Still choose boring technology

3 min read Original article ↗

Dan McKinley's classic essay Choose Boring Technology (2015) argued that every team has a limited number of "innovation tokens" to spend[1]. McKinley urged us to spend them on your actual product, not on replacing PostgreSQL with the hot new database[2].

It was good advice then. Now with AI, boring technology has gained another concrete, measurable advantage.

Boring tech is in the training set

Most LLMs are trained on the internet. This means established, well-documented, stable technologies are extremely well represented. SQL, PostgreSQL, Redis, REST, Regex, React. The "boring stuff" has millions of examples, repos, tutorials, Stack Overflow answers, and battle-tested patterns baked into the model weights. This is one of the core theses in my previous short on ceding skills to AI.

Newer products and those that have large breaking changes between versions are kryptonite to AI. Last year I was building an editor using PlateJS. A recent set of breaking changes sent the AI down rabbit hole after rabbit hole. I burned hours on it[3].

The innovation tax is now double

McKinley's original framing was about cognitive overhead for your team. Every exotic technology choice means more documentation, more debugging, more onboarding friction. Often this skill or knowledge becomes "islanded" — only a select group know how to get the best results.

AI doesn't fix this. In fact, it will make it worse. If you pick an exotic technology, both you and the AI need to grapple with it. You need to prompt in a way that gets the best results, without the deep knowledge of the destination. If the technology is truly unfamiliar, you might not be expert enough to guide the AI to a sufficiently robust result.

Every innovation token you spend now costs you twice: once for your team, once for your AI.

The catch: boring still needs guidance

Boring technologies are used in a vast range of contexts. For PostgreSQL there is everything from Northwind tutorials through to advanced sharding for "webscale". The AI has been trained on all of it, but that doesn't mean it has discernment on what to apply in any given context.

It's rare that I jump in and do a heavy re-write of AI code. But when I do, one of the prominent causes is performance. Heavy or repeated SQL queries or nested loops are two common examples. The AI picked a valid pattern, just not the right one for the circumstances.

This actually strengthens the argument for boring tech. When the AI generates a bad PostgreSQL query, I can spot it. I have the expertise to guide it. When the AI generates bad PlateJS code, I'm much less sure whether the problem is the AI or my understanding of the library.

Boring technologies are where you still have the expertise to catch the AI's mistakes. For now, anyway.

So what should you actually do?

McKinley's use of the term "token" was somehow prescient. Now we're spending innovation tokens and LLM tokens on the same choices.

If you're choosing a stack today, run it through this filter: how much training data exists for this technology? How stable is its API? How established are its patterns? These used to be proxy signals for maturity and community support. Now they're strong proxies for AI competency.

McKinley's axiom is the same. Spend more innovation time on your product and less on the technology. But now that is amplified. The boring stack isn't just the safe choice anymore. It's also the fast one.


What needs to be done =>
Without any pictures, retype exactly the lines that begin at the one holding "detect and localize" and end at the last line of the data below.

Recorded data
"""

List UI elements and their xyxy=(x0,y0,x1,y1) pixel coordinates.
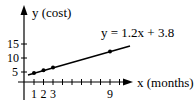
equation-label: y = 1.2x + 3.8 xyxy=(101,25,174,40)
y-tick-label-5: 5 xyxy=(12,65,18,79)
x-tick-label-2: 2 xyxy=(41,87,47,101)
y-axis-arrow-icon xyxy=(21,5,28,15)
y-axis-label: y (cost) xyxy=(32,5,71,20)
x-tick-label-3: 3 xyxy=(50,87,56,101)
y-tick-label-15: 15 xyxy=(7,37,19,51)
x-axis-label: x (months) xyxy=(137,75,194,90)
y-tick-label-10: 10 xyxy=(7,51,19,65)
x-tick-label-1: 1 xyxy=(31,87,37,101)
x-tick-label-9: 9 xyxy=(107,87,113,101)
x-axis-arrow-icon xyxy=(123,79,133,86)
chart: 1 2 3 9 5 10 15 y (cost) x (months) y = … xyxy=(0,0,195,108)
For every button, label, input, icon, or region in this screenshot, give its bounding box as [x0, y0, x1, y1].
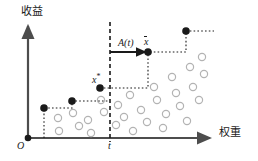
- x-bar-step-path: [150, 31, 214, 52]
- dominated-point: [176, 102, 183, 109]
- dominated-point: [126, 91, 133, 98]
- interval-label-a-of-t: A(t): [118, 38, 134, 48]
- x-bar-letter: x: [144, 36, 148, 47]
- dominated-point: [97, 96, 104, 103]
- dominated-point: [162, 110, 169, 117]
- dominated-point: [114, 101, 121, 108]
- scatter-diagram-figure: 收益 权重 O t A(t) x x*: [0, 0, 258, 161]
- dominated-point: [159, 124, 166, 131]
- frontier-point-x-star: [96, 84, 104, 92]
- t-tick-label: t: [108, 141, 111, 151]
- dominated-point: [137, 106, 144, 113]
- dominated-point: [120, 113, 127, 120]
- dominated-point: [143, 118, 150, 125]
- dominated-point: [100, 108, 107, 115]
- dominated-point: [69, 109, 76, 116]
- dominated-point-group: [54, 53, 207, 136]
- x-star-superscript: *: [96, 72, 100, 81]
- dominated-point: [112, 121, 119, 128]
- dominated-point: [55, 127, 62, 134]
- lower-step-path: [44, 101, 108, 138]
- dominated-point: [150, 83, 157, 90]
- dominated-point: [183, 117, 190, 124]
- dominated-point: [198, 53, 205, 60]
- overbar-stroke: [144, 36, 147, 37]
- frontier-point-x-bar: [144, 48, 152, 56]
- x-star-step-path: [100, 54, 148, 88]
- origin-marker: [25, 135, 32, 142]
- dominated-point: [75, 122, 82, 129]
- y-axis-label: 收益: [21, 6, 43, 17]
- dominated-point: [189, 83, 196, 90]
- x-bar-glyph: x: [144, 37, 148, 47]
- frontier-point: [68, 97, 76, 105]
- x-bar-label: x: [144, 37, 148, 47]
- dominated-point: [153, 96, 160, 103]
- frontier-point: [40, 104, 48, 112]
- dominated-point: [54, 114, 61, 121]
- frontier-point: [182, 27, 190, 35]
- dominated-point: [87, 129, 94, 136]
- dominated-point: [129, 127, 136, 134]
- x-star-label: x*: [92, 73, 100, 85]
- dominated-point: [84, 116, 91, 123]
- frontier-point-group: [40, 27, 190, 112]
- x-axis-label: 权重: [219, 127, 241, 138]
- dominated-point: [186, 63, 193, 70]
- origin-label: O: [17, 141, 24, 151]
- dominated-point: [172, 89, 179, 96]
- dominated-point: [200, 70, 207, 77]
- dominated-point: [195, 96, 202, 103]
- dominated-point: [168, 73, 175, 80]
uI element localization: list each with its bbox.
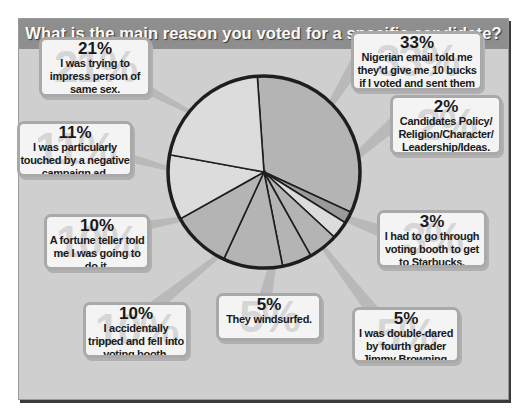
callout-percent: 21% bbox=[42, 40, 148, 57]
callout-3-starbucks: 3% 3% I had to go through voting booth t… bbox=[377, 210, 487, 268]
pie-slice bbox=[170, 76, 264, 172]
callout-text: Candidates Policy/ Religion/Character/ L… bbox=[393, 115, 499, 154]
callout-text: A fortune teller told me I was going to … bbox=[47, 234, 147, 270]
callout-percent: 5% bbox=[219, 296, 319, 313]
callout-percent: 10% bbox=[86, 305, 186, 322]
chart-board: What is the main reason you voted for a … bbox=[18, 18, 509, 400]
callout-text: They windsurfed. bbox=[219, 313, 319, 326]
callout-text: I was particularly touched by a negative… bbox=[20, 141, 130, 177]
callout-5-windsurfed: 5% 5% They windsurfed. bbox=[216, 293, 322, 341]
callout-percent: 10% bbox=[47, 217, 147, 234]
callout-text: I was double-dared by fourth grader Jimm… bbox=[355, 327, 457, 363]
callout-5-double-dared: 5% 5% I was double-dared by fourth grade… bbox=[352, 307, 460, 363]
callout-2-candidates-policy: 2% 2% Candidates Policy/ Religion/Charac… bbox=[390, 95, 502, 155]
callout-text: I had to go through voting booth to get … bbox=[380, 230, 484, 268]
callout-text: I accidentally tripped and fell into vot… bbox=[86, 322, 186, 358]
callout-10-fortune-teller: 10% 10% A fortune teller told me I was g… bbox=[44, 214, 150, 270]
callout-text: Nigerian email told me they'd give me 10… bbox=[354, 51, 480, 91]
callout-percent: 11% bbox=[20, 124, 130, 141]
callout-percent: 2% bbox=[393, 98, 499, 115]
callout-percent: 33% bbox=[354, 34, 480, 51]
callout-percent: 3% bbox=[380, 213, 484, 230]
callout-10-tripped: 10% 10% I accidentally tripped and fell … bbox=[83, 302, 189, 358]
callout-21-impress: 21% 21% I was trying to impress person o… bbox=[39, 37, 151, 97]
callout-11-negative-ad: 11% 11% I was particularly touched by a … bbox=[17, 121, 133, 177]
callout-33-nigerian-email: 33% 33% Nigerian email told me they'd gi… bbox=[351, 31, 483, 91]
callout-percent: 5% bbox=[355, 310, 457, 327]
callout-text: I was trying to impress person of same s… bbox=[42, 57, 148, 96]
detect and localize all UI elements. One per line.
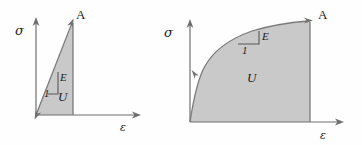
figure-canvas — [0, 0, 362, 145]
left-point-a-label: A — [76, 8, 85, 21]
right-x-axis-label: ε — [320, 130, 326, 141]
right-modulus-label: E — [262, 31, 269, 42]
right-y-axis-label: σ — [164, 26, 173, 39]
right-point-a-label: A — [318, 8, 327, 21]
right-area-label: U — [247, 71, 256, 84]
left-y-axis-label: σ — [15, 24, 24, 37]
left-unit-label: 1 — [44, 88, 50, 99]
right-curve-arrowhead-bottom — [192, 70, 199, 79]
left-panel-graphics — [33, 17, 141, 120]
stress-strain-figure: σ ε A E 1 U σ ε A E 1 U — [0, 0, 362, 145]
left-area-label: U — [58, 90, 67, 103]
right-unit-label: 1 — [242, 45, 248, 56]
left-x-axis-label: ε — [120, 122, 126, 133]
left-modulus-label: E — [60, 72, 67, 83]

"""

Reply to the exercise =>
detect and localize all UI elements. One per line.
figure-canvas — [0, 0, 362, 145]
left-point-a-label: A — [76, 8, 85, 21]
right-x-axis-label: ε — [320, 130, 326, 141]
right-modulus-label: E — [262, 31, 269, 42]
right-y-axis-label: σ — [164, 26, 173, 39]
right-point-a-label: A — [318, 8, 327, 21]
right-area-label: U — [247, 71, 256, 84]
left-y-axis-label: σ — [15, 24, 24, 37]
left-unit-label: 1 — [44, 88, 50, 99]
right-curve-arrowhead-bottom — [192, 70, 199, 79]
left-panel-graphics — [33, 17, 141, 120]
stress-strain-figure: σ ε A E 1 U σ ε A E 1 U — [0, 0, 362, 145]
left-area-label: U — [58, 90, 67, 103]
right-unit-label: 1 — [242, 45, 248, 56]
left-x-axis-label: ε — [120, 122, 126, 133]
left-modulus-label: E — [60, 72, 67, 83]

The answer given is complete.